Wil Shipley on Carbon and Cocoa


posted on 2006/10/06 10:31

 

In which the Delicious Library coder takes aim at badly documented and hard-to-implement code that has no Cocoa API equivalents.


 

John Gruber has a rebuttal of sorts, so I'm not going to look at the generalities, but pick up on one of Wil's points about Carbon's "failings":


 

Carbon often uses FSRefs (although there are now often string-path equivalents) to refer to files, which are, again, not fun or easy to build or use.

 

FSRefs might not be easy to use, but they give a way better user experience than paths.


jerakeen:

BBEdit uses FSRefs.
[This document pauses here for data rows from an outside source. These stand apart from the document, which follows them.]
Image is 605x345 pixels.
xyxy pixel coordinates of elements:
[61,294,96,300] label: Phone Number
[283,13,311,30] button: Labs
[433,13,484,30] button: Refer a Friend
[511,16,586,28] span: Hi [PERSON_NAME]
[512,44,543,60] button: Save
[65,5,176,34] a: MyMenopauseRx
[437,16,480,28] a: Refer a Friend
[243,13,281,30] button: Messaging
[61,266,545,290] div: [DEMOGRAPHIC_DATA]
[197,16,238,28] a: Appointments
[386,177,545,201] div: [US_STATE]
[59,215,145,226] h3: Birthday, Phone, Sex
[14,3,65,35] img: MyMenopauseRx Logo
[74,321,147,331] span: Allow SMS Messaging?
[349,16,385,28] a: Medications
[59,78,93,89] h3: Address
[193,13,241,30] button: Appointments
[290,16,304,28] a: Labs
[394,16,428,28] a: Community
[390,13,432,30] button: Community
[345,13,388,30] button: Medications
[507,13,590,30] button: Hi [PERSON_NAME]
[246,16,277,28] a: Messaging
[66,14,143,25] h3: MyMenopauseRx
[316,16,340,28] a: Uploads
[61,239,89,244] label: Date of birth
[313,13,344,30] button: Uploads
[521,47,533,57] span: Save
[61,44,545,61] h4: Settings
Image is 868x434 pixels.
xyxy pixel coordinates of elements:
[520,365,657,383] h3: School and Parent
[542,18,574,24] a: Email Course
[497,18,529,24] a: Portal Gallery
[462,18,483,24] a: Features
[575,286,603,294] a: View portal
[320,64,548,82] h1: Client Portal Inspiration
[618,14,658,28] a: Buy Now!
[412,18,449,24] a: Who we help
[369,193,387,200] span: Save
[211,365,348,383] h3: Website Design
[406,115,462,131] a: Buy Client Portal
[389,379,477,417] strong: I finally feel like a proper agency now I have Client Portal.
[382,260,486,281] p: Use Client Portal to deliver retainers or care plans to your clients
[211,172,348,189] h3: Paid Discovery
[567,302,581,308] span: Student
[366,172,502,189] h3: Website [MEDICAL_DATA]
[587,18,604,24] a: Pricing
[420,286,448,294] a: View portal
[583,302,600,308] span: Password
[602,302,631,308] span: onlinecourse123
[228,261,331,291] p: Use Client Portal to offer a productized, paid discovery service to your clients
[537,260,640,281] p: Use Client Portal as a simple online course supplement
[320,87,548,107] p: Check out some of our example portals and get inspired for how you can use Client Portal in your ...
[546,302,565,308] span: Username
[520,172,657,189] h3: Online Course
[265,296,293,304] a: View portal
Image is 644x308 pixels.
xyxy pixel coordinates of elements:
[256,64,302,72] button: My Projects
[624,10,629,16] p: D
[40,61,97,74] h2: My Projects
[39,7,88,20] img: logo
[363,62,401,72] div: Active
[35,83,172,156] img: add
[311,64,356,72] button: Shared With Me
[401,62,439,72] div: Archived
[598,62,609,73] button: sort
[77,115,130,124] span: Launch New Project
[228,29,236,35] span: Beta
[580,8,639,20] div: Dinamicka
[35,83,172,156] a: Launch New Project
TextMate uses paths.


 

If I edit a file on a mounted volume, and unmount the volume, then try to save, BBEdit will try (and normally succeeds) to re-mount it.


 

TextMate, on the other hand, will demand my root password, then spew crap into my /Volumes/ folder.


The:

This is an important difference apparently, that Mac people care about


jerakeen:

apps shouldn't randomly ask for my password when saving files. Especially for a particularly stupid reason.


blech:

Oh, and the difference between DFS and UNC and drive mappings on Windows is apparently important too, but I don't understand it at all.


 

Having finally got to the comments, I see that there are a few people complaining about the FSRefs thing, and while Wil replies to various points, he doesn't defend paths at all.


 

[ 0 days, 23 hours later ]


 

Wil Shipley's added a comment about the paths vs FSRefs debate.